Gonzaga composed many pieces, included 77 works for the stage. Over 300 of her compositions, blending Brazilian and European musical traditions, were published during her lifetime. Her courage and determination made her a personality ahead of her time. Her life story is an example of perseverance, struggle and success. Chiquinha Gonzaga composed until the end of her life.

Biography sourced from Donne. Read more here

Augusta Holmès (1847-1903)

Augusta Mary Anne Holmès was a French composer of Irish descent, who had to fight for the right to become a musician — her mother actively discouraged it, and only after her death was Augusta able to take music lessons. By 1875, her compositions were performed in France, and she became a celebrity in Parisian cultural circles. A disciple of César Franck, she was also a close friend of Franz Liszt, who admired her work and encouraged her to keep composing. She corresponded with the cultural elite of Europe, and held her own very popular salon from an early age.

Biography sourced from Donne. Read more here

Hiromi (b. 1979)

Hiromi Uehara, known professionally as Hiromi, is a Japanese jazz composer and pianist. She is known for her virtuosic technique, energetic live performances and blend of musical genres such as stride, post-bop, progressive rock, classical and fusion in her compositions.

Hiromi refuses to define herself or her music. She prefers to play and let her audience make up their own minds about what to call her music, saying, “It’s just the union of what I’ve been listening to and what I’ve been learning.”

Biography sourced from Donne. Read more here

Margarita Lecuona (1910-1981)

Margarita Lecuona was a Cuban songwriter and singer of great successes in the first half of the 20th century. It was her artistic taste that led her to the piano, the guitar, the dance and to cultivate her voice.

In 1930, while still studying, she wrote Soñadora which she sang playing the guitar. In 1942 she formed together with Alicia Yanes (guitar and second) and Coralia Burguet (guitar and cousin), the group Lecuona Cuban Girls, debuting at the National Casino, they also achieved performances at the Hotel Sevilla, in Sans Souci, on the radio, and in the Encanto and Campoamor Theaters, immediately obtaining a contract in the interior and abroad.

She was a multi-talented artist. In her show Tabú she was both the composer and performer, the costume designer, the manager, the number editor and the director.

Biography sourced from Donne. Read more here

Sarah Quartel (b. 1982)

Canadian composer and educator Sarah Quartel is known for her fresh and exciting approach to choral music. Deeply inspired by the life-changing relationships that can occur while making choral music, Sarah writes in a way that connects singer to singer, ensemble to conductor, and performer to audience.

Her works are performed by choirs across the world, and she has been commissioned by groups including the American Choral Directors Association, the National Children's Chorus of the United States of America, and New Dublin Voices.
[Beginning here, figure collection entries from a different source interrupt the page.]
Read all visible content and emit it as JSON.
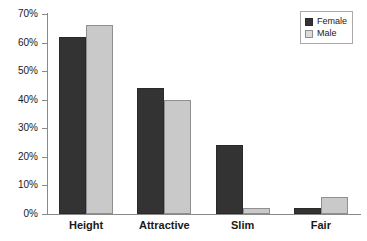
{
  "chart_data": {
    "type": "bar",
    "title": "",
    "subtitle": "",
    "xlabel": "",
    "ylabel": "",
    "categories": [
      "Height",
      "Attractive",
      "Slim",
      "Fair"
    ],
    "series": [
      {
        "name": "Female",
        "color": "#333333",
        "values": [
          62,
          44,
          24,
          2
        ]
      },
      {
        "name": "Male",
        "color": "#c9c9c9",
        "values": [
          66,
          40,
          2,
          6
        ]
      }
    ],
    "ylim": [
      0,
      70
    ],
    "ytick_values": [
      0,
      10,
      20,
      30,
      40,
      50,
      60,
      70
    ],
    "ytick_labels": [
      "0%",
      "10%",
      "20%",
      "30%",
      "40%",
      "50%",
      "60%",
      "70%"
    ],
    "grid": false,
    "legend_position": "top-right",
    "value_suffix": "%"
  },
  "legend": {
    "items": [
      {
        "label": "Female",
        "swatch": "female-swatch"
      },
      {
        "label": "Male",
        "swatch": "male-swatch"
      }
    ]
  },
  "axis": {
    "line_color": "#8a8a8a"
  }
}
Since 2018 she has been exclusively published by Oxford University Press, and she continues to work as a clinician and conductor at music education and choral events at home and abroad.

Biography sourced from Donne. Read more here

Otilie Suková (1878-1905)

Otilie Suková was the daughter of Antonín Dvořák and the wife of composer and violinist Josef Suk. A gifted musician, she played the piano and wrote several compositions of her own, inspired by her musical surroundings. Suková did not become a professional musician, but despite this, was immersed in music throughout her life.

In a letter printed in Zlatá Praha in 1909, her husband Suk writes about Suková’s compositions: "Once, after my return from travelling, Otilie confessed to me that even she had composed several “little pieces for piano”. Initially, she felt embarrassed to play them for me but when I finally persuaded her to play, it caused her great joy when, during her second play through, I stood up with a pencil in my hand and wrote down everything just as I had heard her play it. She clapped her hands and laughed a great deal when I advised her on something and she was very surprised it had not occurred to her."